Thursday, September 21, 2006

Choosing enemies over friends

Brazil has been working toward energy independence since the big world oil crisis of 1973. They may achieve it this year. How? They’ve systematically invested in ethanol made from homegrown sugar. It was a long, expensive process, but today ethanol accounts for at least 20% of its transportation fuel use, while the rest of the world limps along at 1%. Good for their energy independence, great for global warming (besides the reduced emissions, you can’t grow sugar in the Amazon rain forest).

The Brazilians have gotten so good at this that they have ethanol left over for export. The U.S. has a rapidly growing demand for ethanol, and a (finally) official mission to wean ourselves off imported oil. You’d think, says Thomas Friedman in a column entitled “Dumb as we wanna be” (published yesterday in the New York Times), that importing Brazilian ethanol would be a no-brainer.
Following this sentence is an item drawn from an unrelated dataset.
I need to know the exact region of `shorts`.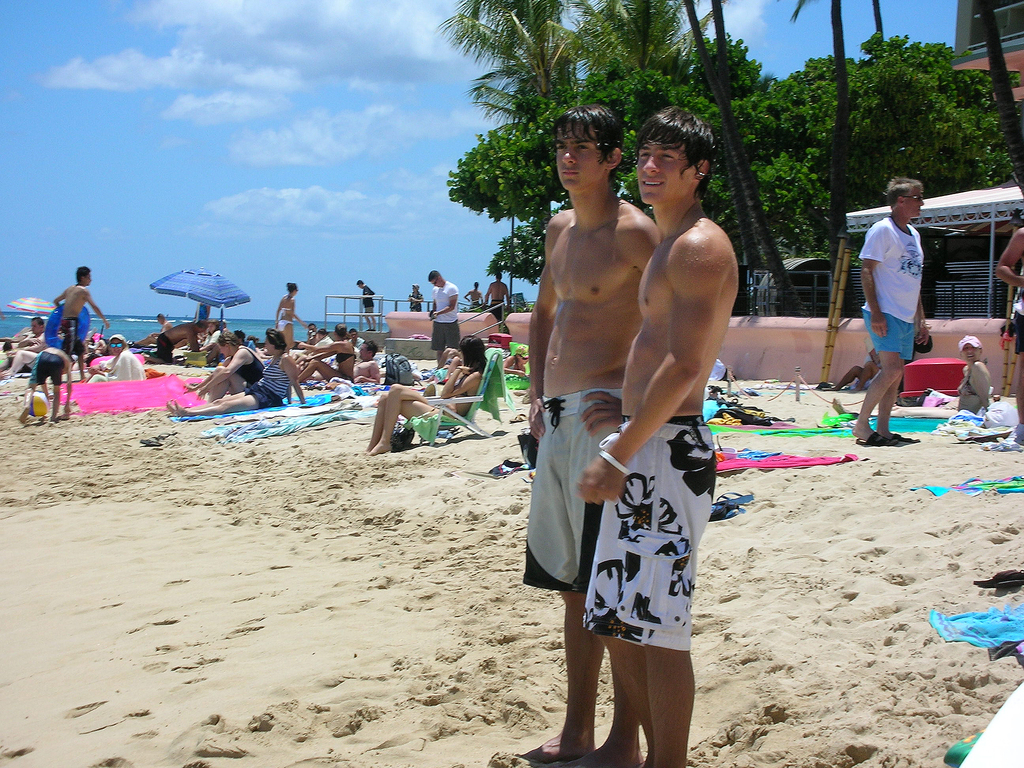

Not only would it be cheaper, but their sugar-based ethanol also:
  1. has lower greenhouse gas emissions than our corn-based variety;
  2. uses much, much less fossil fuel to produce (sugar ethanol creates 8 times as much energy as the fossil fuels it takes to make it, while corn-based ethanol only produces 1.3 times as much); and
  3. can be produced in poor, tropical countries so that its purchase could help alleviate poverty in that part of the world, a fair amount of which is in our own back yard.

Instead, he continues, the Midwest farmers and agribusinesses who produce U.S. ethanol have convinced Congress to levy a 54-cent-per-gallon tariff on imported ethanol. So we’re taxing imported fuel that, if we purchased it, would help out an ally and neighbor. On the other hand, we don’t tax imported crude oil that, when we purchase it, definitely helps out a few rich enemies. As Friedman asks, “Is this stupid, or really stupid?”